Litigation may be the only way a party can be assured of a relatively good outcome, if the other party refuses to negotiate in good faith, or has shown himself or herself to be untrustworthy in financial disclosure or other matters during the marriage. Below is an overview of the steps necessary to prepare for trial, have a trial, and what happens after trial. 

Trial Preparations

Records Requests. Also referred to as a Subpoena Duces Tecum, this tool can be used to request bank records, employment records, or school records from the source that can be submitted as evidence at trial without someone from the bank, for example, needing to testify at trial as to the authenticity of the documents. 

Experts. The opinion of an expert can be extremely helpful at trial or in settling your case. Experts include psychologists testifying about mental health, substance abuse, and other parenting-related issues, a financial expert to explain the tax implications of dividing complex assets or the value of a business, or an appraiser to speak to the value of real property that needs to be divided. You and your attorney should talk early on in your case about how an expert may help resolve your case through settlement or at trial. 
Depositions. The deposition is an opportunity to confront the other side with records and find out what his or her strategy is for trial. Depositions are sworn testimony and a court reporter provides us with a transcript. The other side’s deposition testimony will allow us to prepare for trial and can be used at trial to show the judge if her story changes from the time of deposition to trial. You and your attorney will need to decide as part of your trial strategy who to depose. Typically, you will depose the other side, the other side’s named experts, and other important fact witnesses like a teacher or neighbor. If you are being deposed, you and your attorney will likely spend time preparing.  

Exhibits. Updated Statement of Income and Expenses, Statement of Property, and Proposed Parenting Plan, assuming there are revisions. In certain counties, each party must also file a Proposed Division of Property and Debt.

Trial

Trials are typically scheduled for a specific number of days and given a numbered setting which reflects the order of priority in which the case will be heard on the trial date. Even when a trial is scheduled for two days and is the number one setting, there are sometimes conflicts that prevent the case from getting finished during that time.
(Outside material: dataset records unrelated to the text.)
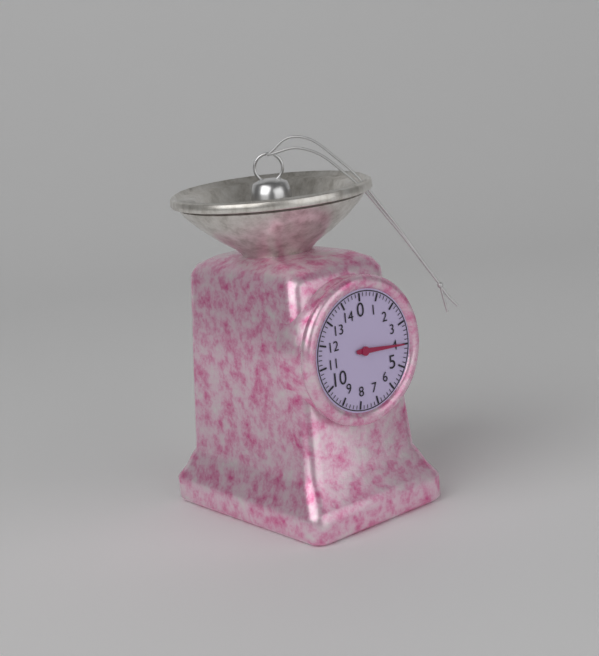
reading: 4.0 (no unit)
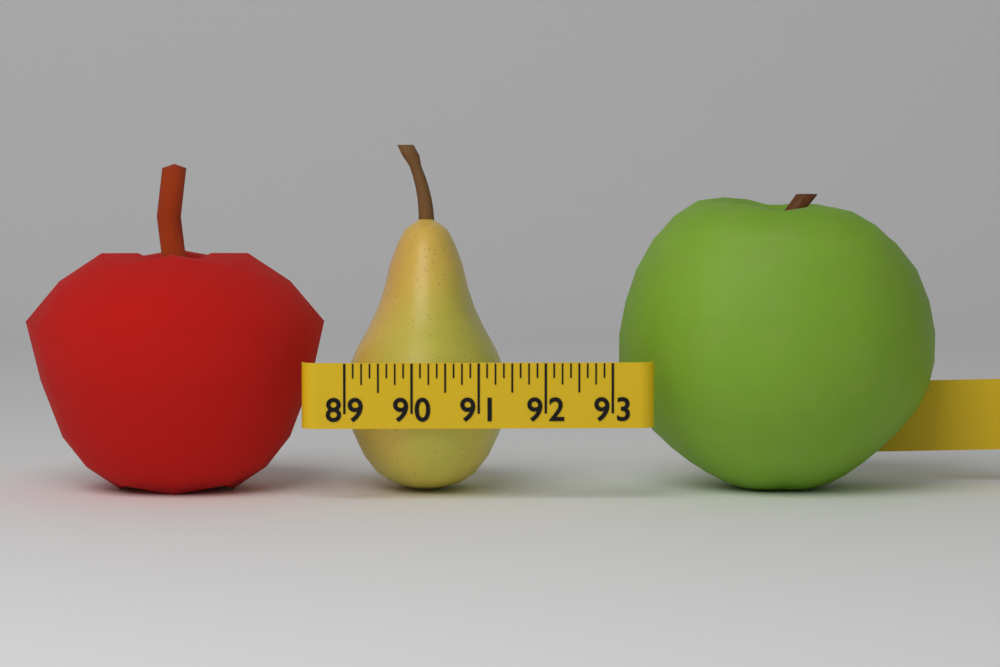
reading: 91.500 (no unit)
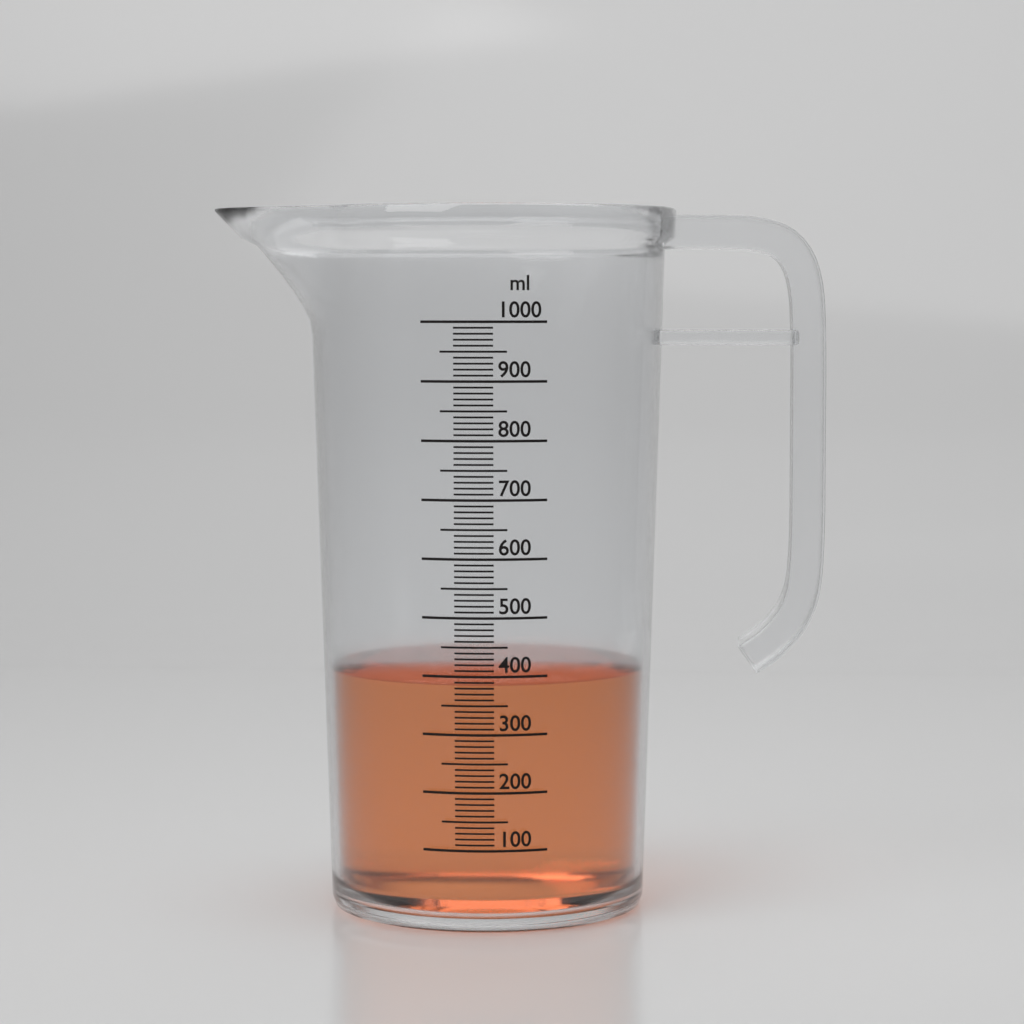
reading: 390 ml
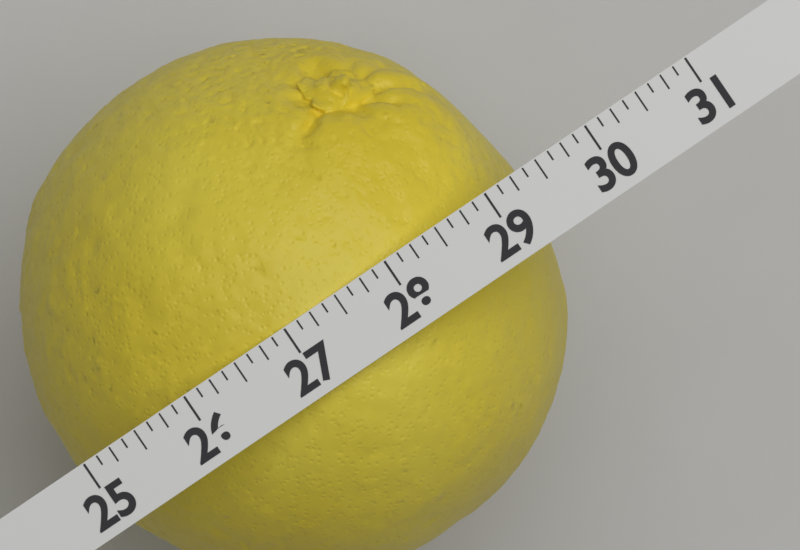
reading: 29.375 (no unit)
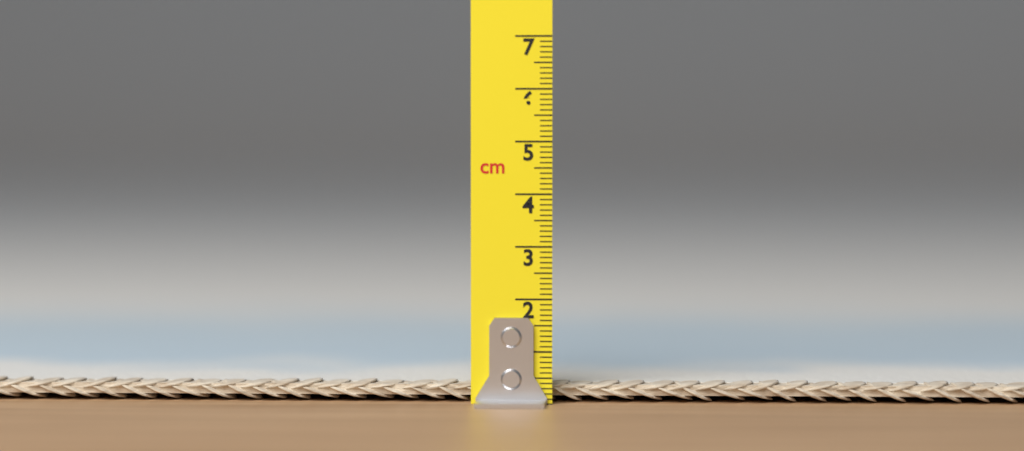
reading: 0.4 cm
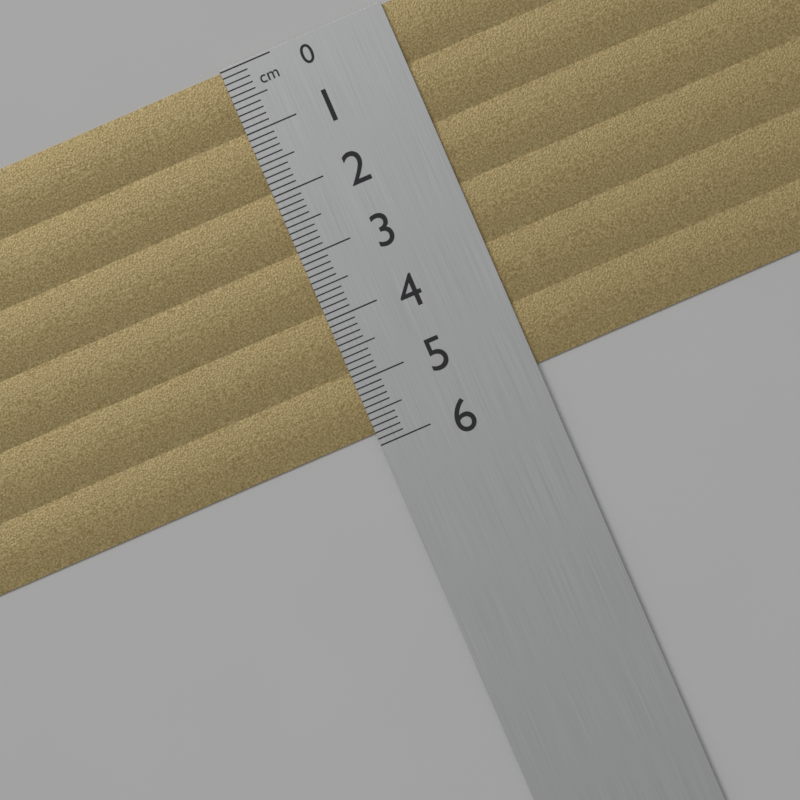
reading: 5.8 cm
For example, the judge starts late and the trial does not finish within the allotted time so the judge continues the trial into the next day or for a day in the future. 

During trial, each attorney is allotted half the time in which to present his or her side of the case as well as to rebut the other side’s case. This includes cross-examination of witnesses. The initiating party, the Petitioner, goes first at trial. You and your attorney will decide who the witnesses will be at trial and each witness will most likely be cross-examined by the attorney on the other side. The Guardian ad Litem and the judge may ask questions of the witnesses as well. 
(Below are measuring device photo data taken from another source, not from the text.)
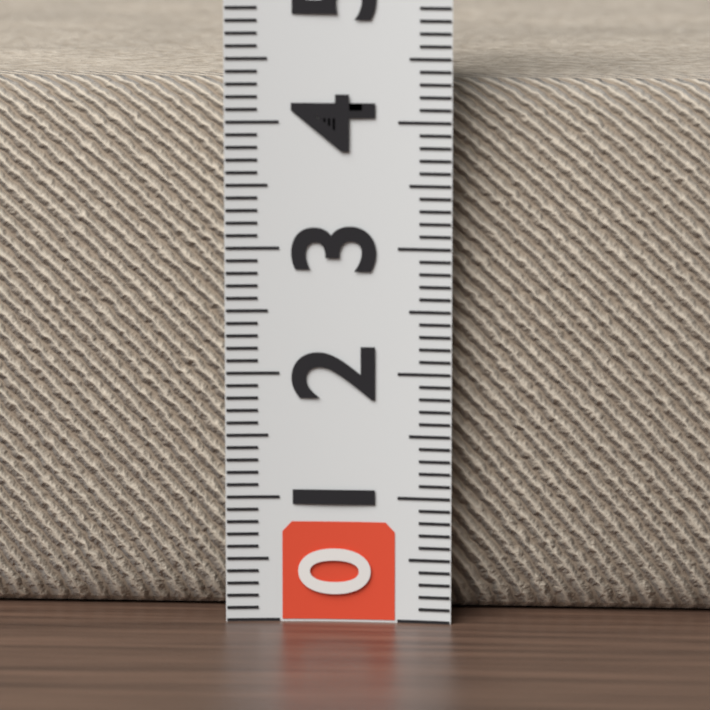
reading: 4.3 (no unit)
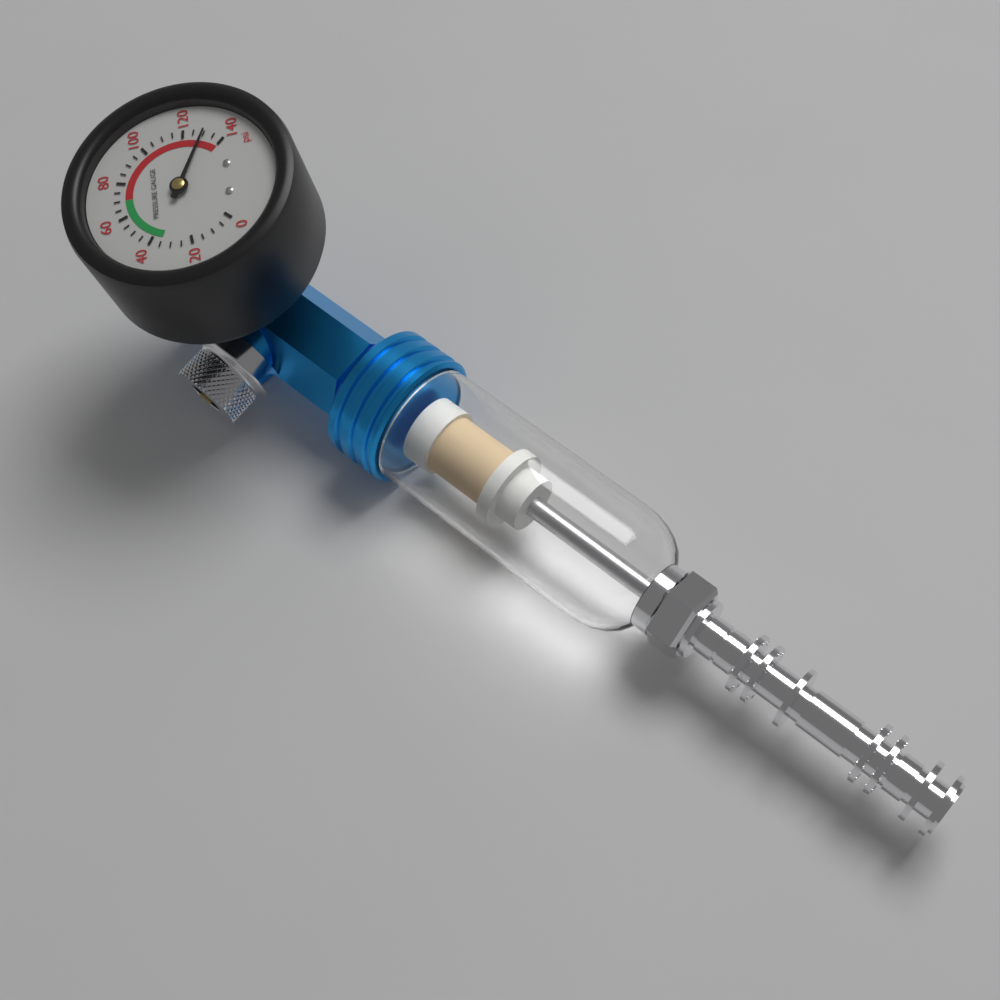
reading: 130 psi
Some judges keep track of time and adhere to a very strict schedule. Others are much looser. Time tracking includes any time the attorney uses whether objecting to a question by the other attorney or asking questions. The time includes time used in the client’s “main” case as well as cross-examination in the other party’s case. 

After Trial

At the end of trial, the judge takes the case under submission. You are not divorced until the judge issues a judgment, setting out all the terms of property, custody, and support. 

Typically, the attorneys are required to submit proposed judgments. The proposed judgment summarizes the evidence submitted to the court at trial and includes your proposed outcome. The proposed judgment can take considerable time to draft and revise, and we often are required to work quickly in order to meet the deadline established by the judge. After the proposed judgments are submitted, we wait for the judge to make a decision. After the judgment is received, both sides have the opportunity to file post-trial motions to correct clerical errors, oversight errors, etc. Post-trial motions must be filed within 30 days of the entry of the judgment. 

Sometimes it can take several months between the filing of post-trial motions and the judge’s ruling on them. Once the period for all the post-trial motions is over, the judgment is considered final, either as first entered or as modified by the Court. Both parties then have the opportunity to file an appeal. 

Related Posts from the Newsroom

Preparing for Depositions in Missouri
By Ann Bauer 16 Sep, 2019
Both parties in a family law dispute have the right to engage in discovery which may include depositions. A deposition is a witness’s sworn out-of-court testimony used to gather information as part of the “discovery process,” which occurs when a case is contested and headed toward trial.